"That's a good thing, right?" she asked with a smile.
It is a good thing, indeed. Taking such an interest can also mean that I end up worrying about things I don't really have any business worrying about. Because, I can't change a damn thing, which is what the personnel officer tried telling me even at the campus interview as I was wrapping up my undergraduate degree.
I worried about her sister's college admission. A high school senior I haven't even met! Later that night, I wrote in an email to "K":
you may want to pass this along to your sister. This news item will also provide you folks with a perspective on what makes a college "selective" and why it matters.It is a dirty, rotten, secret in higher education that is rarely ever openly discussed: it is not merely the diploma. A diploma from a college like where I work doesn't have the same weight as a diploma, in the same academic major, from a different college. The selectivity of the college and its prestige matter a lot. I would think that it is the same case anywhere in the world. On top of that, the possibility for post-college career connections at those selective institutions dwarf what a student at the university here can even hope for.
Add to all that the family background.
And then the dollars that students shell out.
The bottom-line then is a disastrous reality:
If you are a low-income prospective college student hoping a degree will help you move up in the world, you probably should not attend a moderately selective four-year research institution. The cards are stacked against you.
That’s the sobering bottom line of Paying for the Party: How College Maintains Inequality (Harvard University Press), a new book based on five years of interview research by Elizabeth A. Armstrong, an associate professor of sociology and organizational studies at the University of Michigan, and Laura T. Hamilton, an assistant professor of sociology at the University of California at Merced.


__PROMPT__. Repeat the records exactly, with one exception: no images.

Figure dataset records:
══════════
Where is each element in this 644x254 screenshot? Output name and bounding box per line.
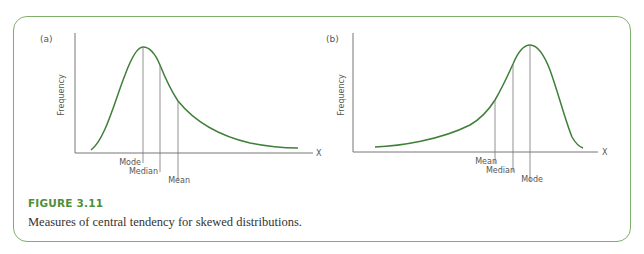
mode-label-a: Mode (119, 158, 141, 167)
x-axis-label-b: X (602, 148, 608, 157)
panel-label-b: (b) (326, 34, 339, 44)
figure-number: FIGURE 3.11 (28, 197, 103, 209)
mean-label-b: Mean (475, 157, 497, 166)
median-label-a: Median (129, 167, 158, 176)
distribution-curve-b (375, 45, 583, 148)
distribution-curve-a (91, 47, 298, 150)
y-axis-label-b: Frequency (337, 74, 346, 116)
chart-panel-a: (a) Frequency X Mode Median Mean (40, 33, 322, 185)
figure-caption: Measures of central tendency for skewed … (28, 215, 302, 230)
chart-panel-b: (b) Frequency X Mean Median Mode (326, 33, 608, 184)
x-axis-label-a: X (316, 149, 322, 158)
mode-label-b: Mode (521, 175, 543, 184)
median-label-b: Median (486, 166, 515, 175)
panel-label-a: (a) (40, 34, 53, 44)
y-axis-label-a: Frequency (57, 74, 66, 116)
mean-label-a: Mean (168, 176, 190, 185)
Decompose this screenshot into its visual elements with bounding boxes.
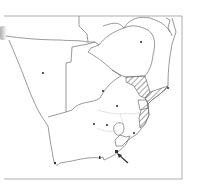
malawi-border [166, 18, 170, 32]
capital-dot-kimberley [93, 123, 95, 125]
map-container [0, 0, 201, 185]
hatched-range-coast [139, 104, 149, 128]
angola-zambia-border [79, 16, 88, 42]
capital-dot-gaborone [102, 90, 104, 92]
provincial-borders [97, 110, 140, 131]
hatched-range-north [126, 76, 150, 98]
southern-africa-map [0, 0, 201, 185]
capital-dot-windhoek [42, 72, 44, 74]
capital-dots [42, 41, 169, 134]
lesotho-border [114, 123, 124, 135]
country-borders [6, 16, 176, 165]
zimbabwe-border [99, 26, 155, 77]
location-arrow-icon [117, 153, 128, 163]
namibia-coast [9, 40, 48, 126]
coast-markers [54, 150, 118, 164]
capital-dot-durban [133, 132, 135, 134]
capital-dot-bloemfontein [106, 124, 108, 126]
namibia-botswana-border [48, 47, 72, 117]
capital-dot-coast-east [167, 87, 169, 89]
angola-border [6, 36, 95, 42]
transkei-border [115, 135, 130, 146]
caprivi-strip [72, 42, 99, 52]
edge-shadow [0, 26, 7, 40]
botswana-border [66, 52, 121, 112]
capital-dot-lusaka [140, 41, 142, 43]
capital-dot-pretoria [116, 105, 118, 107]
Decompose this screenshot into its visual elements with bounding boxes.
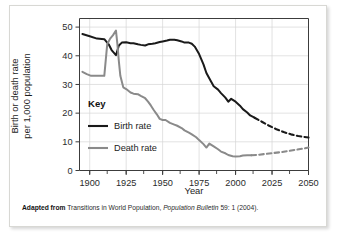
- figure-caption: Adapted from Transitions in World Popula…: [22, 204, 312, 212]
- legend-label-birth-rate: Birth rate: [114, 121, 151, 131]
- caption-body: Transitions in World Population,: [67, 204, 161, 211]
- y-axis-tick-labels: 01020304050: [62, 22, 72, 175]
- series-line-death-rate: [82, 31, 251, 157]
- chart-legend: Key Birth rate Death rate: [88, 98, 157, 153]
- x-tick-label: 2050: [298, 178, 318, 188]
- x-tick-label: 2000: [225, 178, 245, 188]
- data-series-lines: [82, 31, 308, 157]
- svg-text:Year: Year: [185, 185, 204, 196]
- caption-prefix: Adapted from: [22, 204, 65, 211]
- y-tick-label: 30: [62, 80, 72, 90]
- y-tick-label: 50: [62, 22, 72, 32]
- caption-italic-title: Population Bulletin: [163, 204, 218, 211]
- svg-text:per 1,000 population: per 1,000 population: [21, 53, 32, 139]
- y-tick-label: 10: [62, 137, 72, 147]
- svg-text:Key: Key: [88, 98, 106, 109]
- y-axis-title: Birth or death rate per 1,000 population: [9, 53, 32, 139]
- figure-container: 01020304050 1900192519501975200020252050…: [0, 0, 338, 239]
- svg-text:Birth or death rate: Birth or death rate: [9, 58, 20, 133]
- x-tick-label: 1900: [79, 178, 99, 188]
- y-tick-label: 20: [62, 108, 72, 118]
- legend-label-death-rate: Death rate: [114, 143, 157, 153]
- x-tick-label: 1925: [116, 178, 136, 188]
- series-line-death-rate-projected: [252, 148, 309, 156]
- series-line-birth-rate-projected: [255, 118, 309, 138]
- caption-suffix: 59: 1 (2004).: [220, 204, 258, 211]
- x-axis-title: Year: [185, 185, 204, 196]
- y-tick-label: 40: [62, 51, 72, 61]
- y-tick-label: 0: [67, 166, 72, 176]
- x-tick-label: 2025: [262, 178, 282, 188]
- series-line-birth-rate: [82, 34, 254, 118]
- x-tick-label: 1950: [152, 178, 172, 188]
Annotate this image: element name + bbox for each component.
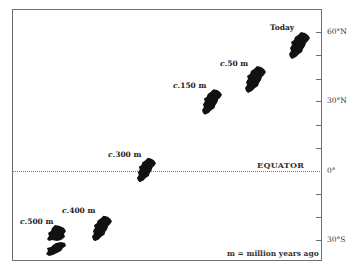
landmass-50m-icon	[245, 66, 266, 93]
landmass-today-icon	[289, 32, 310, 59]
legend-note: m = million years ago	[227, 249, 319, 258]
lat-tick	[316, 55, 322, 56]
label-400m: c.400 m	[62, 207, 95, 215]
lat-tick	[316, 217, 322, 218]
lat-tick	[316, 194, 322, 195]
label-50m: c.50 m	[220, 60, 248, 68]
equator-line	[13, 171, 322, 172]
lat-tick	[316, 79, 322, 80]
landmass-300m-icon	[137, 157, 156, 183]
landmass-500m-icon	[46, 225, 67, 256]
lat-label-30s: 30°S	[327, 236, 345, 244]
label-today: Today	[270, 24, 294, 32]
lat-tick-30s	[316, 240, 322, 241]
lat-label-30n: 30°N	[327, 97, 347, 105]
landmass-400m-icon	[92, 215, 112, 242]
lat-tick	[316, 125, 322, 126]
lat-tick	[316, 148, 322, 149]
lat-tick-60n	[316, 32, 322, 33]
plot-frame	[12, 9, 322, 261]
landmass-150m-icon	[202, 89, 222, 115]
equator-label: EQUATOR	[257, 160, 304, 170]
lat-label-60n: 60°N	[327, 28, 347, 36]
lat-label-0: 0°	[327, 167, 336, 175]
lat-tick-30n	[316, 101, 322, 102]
══════════
__SOLUTION TO THE PROBLEM__.
Where is each element in this 644x254 screenshot? Output name and bounding box per line.
mode-label-a: Mode (119, 158, 141, 167)
x-axis-label-b: X (602, 148, 608, 157)
panel-label-b: (b) (326, 34, 339, 44)
figure-number: FIGURE 3.11 (28, 197, 103, 209)
mean-label-b: Mean (475, 157, 497, 166)
median-label-a: Median (129, 167, 158, 176)
distribution-curve-b (375, 45, 583, 148)
distribution-curve-a (91, 47, 298, 150)
y-axis-label-b: Frequency (337, 74, 346, 116)
chart-panel-a: (a) Frequency X Mode Median Mean (40, 33, 322, 185)
figure-caption: Measures of central tendency for skewed … (28, 215, 302, 230)
chart-panel-b: (b) Frequency X Mean Median Mode (326, 33, 608, 184)
x-axis-label-a: X (316, 149, 322, 158)
mode-label-b: Mode (521, 175, 543, 184)
median-label-b: Median (486, 166, 515, 175)
panel-label-a: (a) (40, 34, 53, 44)
y-axis-label-a: Frequency (57, 74, 66, 116)
mean-label-a: Mean (168, 176, 190, 185)
Decompose this screenshot into its visual elements with bounding boxes.
malawi-border [166, 18, 170, 32]
capital-dot-kimberley [93, 123, 95, 125]
map-container [0, 0, 201, 185]
hatched-range-coast [139, 104, 149, 128]
angola-zambia-border [79, 16, 88, 42]
capital-dot-gaborone [102, 90, 104, 92]
provincial-borders [97, 110, 140, 131]
hatched-range-north [126, 76, 150, 98]
southern-africa-map [0, 0, 201, 185]
capital-dot-windhoek [42, 72, 44, 74]
capital-dots [42, 41, 169, 134]
lesotho-border [114, 123, 124, 135]
country-borders [6, 16, 176, 165]
zimbabwe-border [99, 26, 155, 77]
location-arrow-icon [117, 153, 128, 163]
namibia-coast [9, 40, 48, 126]
coast-markers [54, 150, 118, 164]
capital-dot-durban [133, 132, 135, 134]
capital-dot-bloemfontein [106, 124, 108, 126]
namibia-botswana-border [48, 47, 72, 117]
capital-dot-coast-east [167, 87, 169, 89]
angola-border [6, 36, 95, 42]
transkei-border [115, 135, 130, 146]
caprivi-strip [72, 42, 99, 52]
edge-shadow [0, 26, 7, 40]
botswana-border [66, 52, 121, 112]
capital-dot-lusaka [140, 41, 142, 43]
capital-dot-pretoria [116, 105, 118, 107]
Decompose this screenshot into its visual elements with bounding boxes.
- figure-caption: Adapted from Transitions in World Popula…: [22, 204, 312, 212]
- legend-label-birth-rate: Birth rate: [114, 121, 151, 131]
- caption-body: Transitions in World Population,: [67, 204, 161, 211]
- y-axis-tick-labels: 01020304050: [62, 22, 72, 175]
- series-line-death-rate: [82, 31, 251, 157]
- chart-legend: Key Birth rate Death rate: [88, 98, 157, 153]
- x-tick-label: 2050: [298, 178, 318, 188]
- x-tick-label: 2000: [225, 178, 245, 188]
- data-series-lines: [82, 31, 308, 157]
- svg-text:Year: Year: [185, 185, 204, 196]
- caption-prefix: Adapted from: [22, 204, 65, 211]
- y-tick-label: 30: [62, 80, 72, 90]
- y-tick-label: 50: [62, 22, 72, 32]
- caption-italic-title: Population Bulletin: [163, 204, 218, 211]
- svg-text:per 1,000 population: per 1,000 population: [21, 53, 32, 139]
- y-tick-label: 10: [62, 137, 72, 147]
- svg-text:Key: Key: [88, 98, 106, 109]
- y-axis-title: Birth or death rate per 1,000 population: [9, 53, 32, 139]
- figure-container: 01020304050 1900192519501975200020252050…: [0, 0, 338, 239]
- svg-text:Birth or death rate: Birth or death rate: [9, 58, 20, 133]
- x-tick-label: 1900: [79, 178, 99, 188]
- y-tick-label: 20: [62, 108, 72, 118]
- legend-label-death-rate: Death rate: [114, 143, 157, 153]
- x-tick-label: 1925: [116, 178, 136, 188]
- series-line-death-rate-projected: [252, 148, 309, 156]
- series-line-birth-rate-projected: [255, 118, 309, 138]
- caption-suffix: 59: 1 (2004).: [220, 204, 258, 211]
- x-axis-title: Year: [185, 185, 204, 196]
- y-tick-label: 40: [62, 51, 72, 61]
- y-tick-label: 0: [67, 166, 72, 176]
- x-tick-label: 2025: [262, 178, 282, 188]
- series-line-birth-rate: [82, 34, 254, 118]
- x-tick-label: 1950: [152, 178, 172, 188]
Annotate this image: element name + bbox for each component.
landmass-50m-icon	[245, 66, 266, 93]
landmass-today-icon	[289, 32, 310, 59]
legend-note: m = million years ago	[227, 249, 319, 258]
lat-tick	[316, 55, 322, 56]
label-400m: c.400 m	[62, 207, 95, 215]
lat-tick	[316, 217, 322, 218]
lat-tick	[316, 194, 322, 195]
label-50m: c.50 m	[220, 60, 248, 68]
equator-line	[13, 171, 322, 172]
lat-tick	[316, 79, 322, 80]
landmass-300m-icon	[137, 157, 156, 183]
landmass-500m-icon	[46, 225, 67, 256]
lat-label-30s: 30°S	[327, 236, 345, 244]
label-today: Today	[270, 24, 294, 32]
lat-tick-30s	[316, 240, 322, 241]
lat-label-30n: 30°N	[327, 97, 347, 105]
landmass-400m-icon	[92, 215, 112, 242]
lat-tick	[316, 125, 322, 126]
lat-tick	[316, 148, 322, 149]
lat-tick-60n	[316, 32, 322, 33]
plot-frame	[12, 9, 322, 261]
landmass-150m-icon	[202, 89, 222, 115]
equator-label: EQUATOR	[257, 160, 304, 170]
lat-label-60n: 60°N	[327, 28, 347, 36]
lat-label-0: 0°	[327, 167, 336, 175]
lat-tick-30n	[316, 101, 322, 102]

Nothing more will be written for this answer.